Croatian fans held over vulgar anti-Serb slogan
June 13, 2020Croatian officials slammed an anti-Serb incident that saw a group of youths display a banner in the capital Zagreb reading: "We will fu** Serbian women and children."
Conservative Croatian Prime Minister Andrej Plenkovic said, "There is no place for it in a public environment," adding that the incident was "unacceptable."
Education Minister Blazenka Divjak said the event was "disgusting," according to the Beta news agency.
On Friday, Croatian police said four people were detained over the photo of the incident, which was taken by a Croatian photographer and posted by a Serb association on Twitter. The photograph said the black-clad youths, apparently fans of the Dinamo Zagreb football club, also chanted "kill, kill the Serb" while waving torches, according to AFP.
Symbols of Ustasha
Right-wing groups in Croatia routinely use anti-Serb slogans and messages to target the Serbian minority in the EU country. Mainstream politicians also often invoke the memories of the 1990s war that pitted Croatian independence fighters against Serb-dominated pro-Yugoslavia forces. At the time, parts of Croatian forces used symbols and slogans of the World War II Ustasha militia. The Ustasha had conducted a campaign of genocide under the supervision of Nazi Germany, which was mostly directed at Serbs living in Croatia.
The same symbols were also displayed by the group of about a dozen football fans in Zagreb on Thursday. In the message on the banner, the letter "U" was stylized as the Ustasha emblem, and some of the black-clad men were also flying the flags bearing the Ustasha salute "For home(land) ready." The slogan was used by Ustasha as a Croatian equivalent to the Nazi "Sieg Heil."
Read more: Croatian President Milanovic protests WWII Ustasha slogan
Flirting with far-right
Despite Croatia's 2013 entrance to the EU, the country has seen a rise of racist and neo-fascist sentiment. In 2016, a plaque bearing the Ustasha slogan was placed at the site of the Jasenovac concentration camp and was only removed after public pressure several months later. Top ranking government officials are also a common sight at the Bleiburg memorial event in Austria, which Austrian activists describe as "the largest neo-Nazi congregation in Europe."
Last month, the Croatian parliament endorsed the controversial mass dedicated to Bleiburg victims in Sarajevo. When DW contacted the German embassy in Zagreb for comment on the Sarajevo mass and the ensuing protests, a response made it clear that the ambassador was "not available for this topic."
Read more: Mass for Nazi-allied 'victims' sparks protest in Sarajevo
The German Foreign Ministry did respond to a DW query, calling for "dialogue" between different "social and political forces in Bosnia & Herzegovina and the region."
"It is only with dialogue that the urgently needed social reconciliation can be promoted," they wrote in an email.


• Activity: Search the data for the word "icon" and copy out every line that has it.
########
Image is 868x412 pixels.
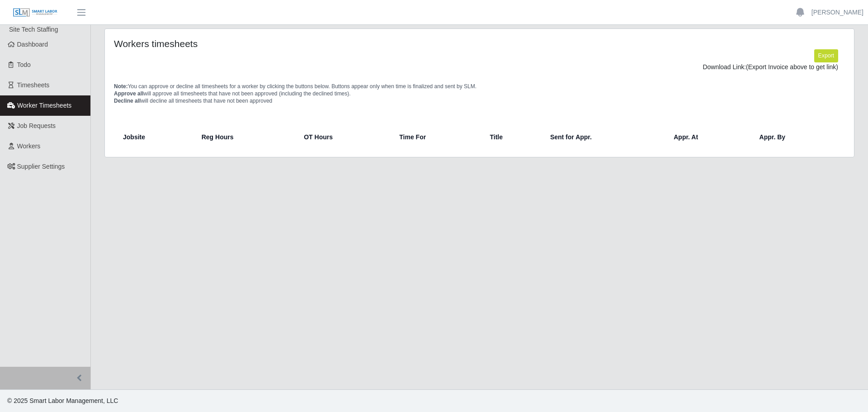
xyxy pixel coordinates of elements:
th: Time For [392,126,483,148]
th: Appr. At [666,126,752,148]
span: Approve all [114,91,143,97]
th: Jobsite [117,126,195,148]
th: Appr. By [753,126,841,148]
th: Reg Hours [195,126,297,148]
p: You can approve or decline all timesheets for a worker by clicking the buttons below. Buttons app... [114,82,845,105]
span: Worker Timesheets [17,101,72,109]
span: (Export Invoice above to get link) [746,63,838,70]
a: [PERSON_NAME] [812,8,864,17]
span: Supplier Settings [17,163,65,170]
img: SLM Logo [13,8,58,18]
div: Download Link: [120,62,838,72]
span: Dashboard [17,41,48,48]
button: Export [814,49,838,62]
span: Todo [17,61,30,68]
span: Site Tech Staffing [9,26,58,33]
span: Timesheets [17,81,49,89]
span: Note: [114,83,128,89]
th: OT Hours [297,126,392,148]
span: Decline all [114,98,141,104]
span: © 2025 Smart Labor Management, LLC [7,397,118,404]
span: Job Requests [17,122,56,129]
th: Title [483,126,543,148]
th: Sent for Appr. [543,126,666,148]
h4: Workers timesheets [114,38,410,49]
span: Workers [17,143,41,150]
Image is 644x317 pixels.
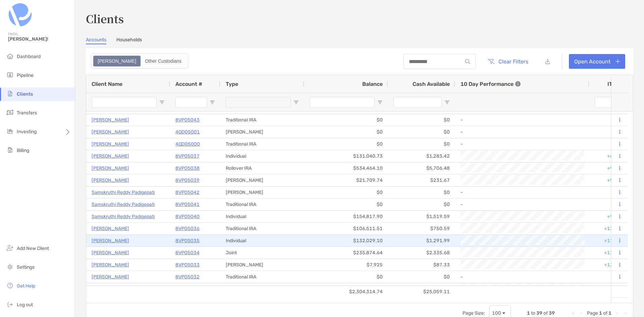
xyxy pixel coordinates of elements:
[220,271,304,283] div: Traditional IRA
[590,174,630,186] div: +9.29%
[175,249,200,257] a: 8VP05034
[175,225,200,233] p: 8VP05036
[17,245,49,251] span: Add New Client
[569,54,625,69] a: Open Account
[226,81,238,87] span: Type
[590,198,630,210] div: 0%
[304,150,388,162] div: $131,040.73
[603,310,607,316] span: of
[6,71,14,79] img: pipeline icon
[6,244,14,252] img: add_new_client icon
[531,310,536,316] span: to
[92,128,129,136] a: [PERSON_NAME]
[590,235,630,246] div: +11.49%
[388,198,455,210] div: $0
[116,37,142,44] a: Households
[17,129,37,134] span: Investing
[175,176,200,185] a: 8VP05039
[460,126,584,137] div: -
[17,264,35,270] span: Settings
[595,97,616,107] input: ITD Filter Input
[92,116,129,124] a: [PERSON_NAME]
[92,225,129,233] a: [PERSON_NAME]
[304,114,388,126] div: $0
[92,249,129,257] a: [PERSON_NAME]
[599,310,602,316] span: 1
[92,152,129,160] a: [PERSON_NAME]
[17,53,40,59] span: Dashboard
[175,200,200,209] p: 8VP05041
[622,310,628,316] div: Last Page
[220,247,304,259] div: Joint
[92,273,129,281] a: [PERSON_NAME]
[175,212,200,221] p: 8VP05040
[304,211,388,222] div: $154,817.90
[17,91,33,97] span: Clients
[92,285,129,293] a: [PERSON_NAME]
[460,187,584,198] div: -
[175,237,200,245] a: 8VP05035
[304,259,388,271] div: $7,925
[175,188,200,197] p: 8VP05042
[460,199,584,210] div: -
[590,114,630,126] div: 0%
[175,116,200,124] a: 8VP05043
[92,212,155,221] a: Samskruthi Reddy Padigepati
[175,140,200,148] a: 4QD05000
[175,273,200,281] a: 8VP05032
[537,310,542,316] span: 39
[388,162,455,174] div: $5,706.48
[210,100,215,105] button: Open Filter Menu
[175,261,200,269] a: 8VP05033
[220,162,304,174] div: Rollover IRA
[590,162,630,174] div: +9.43%
[549,310,555,316] span: 39
[444,100,450,105] button: Open Filter Menu
[388,283,455,295] div: $0.86
[92,140,129,148] a: [PERSON_NAME]
[175,152,200,160] p: 8VP05037
[220,186,304,198] div: [PERSON_NAME]
[388,223,455,234] div: $750.59
[175,128,200,136] p: 4QD05001
[304,223,388,234] div: $106,511.51
[220,283,304,295] div: Traditional IRA
[393,97,442,107] input: Cash Available Filter Input
[463,310,485,316] div: Page Size:
[362,81,383,87] span: Balance
[590,247,630,259] div: +13.64%
[92,97,157,107] input: Client Name Filter Input
[571,310,577,316] div: First Page
[92,188,155,197] a: Samskruthi Reddy Padigepati
[92,237,129,245] p: [PERSON_NAME]
[608,310,612,316] span: 1
[8,3,32,27] img: Zoe Logo
[304,286,388,297] div: $2,304,314.74
[388,150,455,162] div: $1,283.42
[590,283,630,295] div: +0.07%
[92,200,155,209] a: Samskruthi Reddy Padigepati
[590,126,630,138] div: 0%
[86,11,633,26] h3: Clients
[220,235,304,246] div: Individual
[483,54,533,69] button: Clear Filters
[590,259,630,271] div: +13.21%
[377,100,383,105] button: Open Filter Menu
[6,90,14,98] img: clients icon
[92,261,129,269] a: [PERSON_NAME]
[388,235,455,246] div: $1,291.99
[388,247,455,259] div: $2,335.68
[388,286,455,297] div: $25,059.11
[220,223,304,234] div: Traditional IRA
[175,285,200,293] p: 8VP05029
########
• Answer to this exercise:
[6,71,14,79] img: pipeline icon
[6,244,14,252] img: add_new_client icon
[6,90,14,98] img: clients icon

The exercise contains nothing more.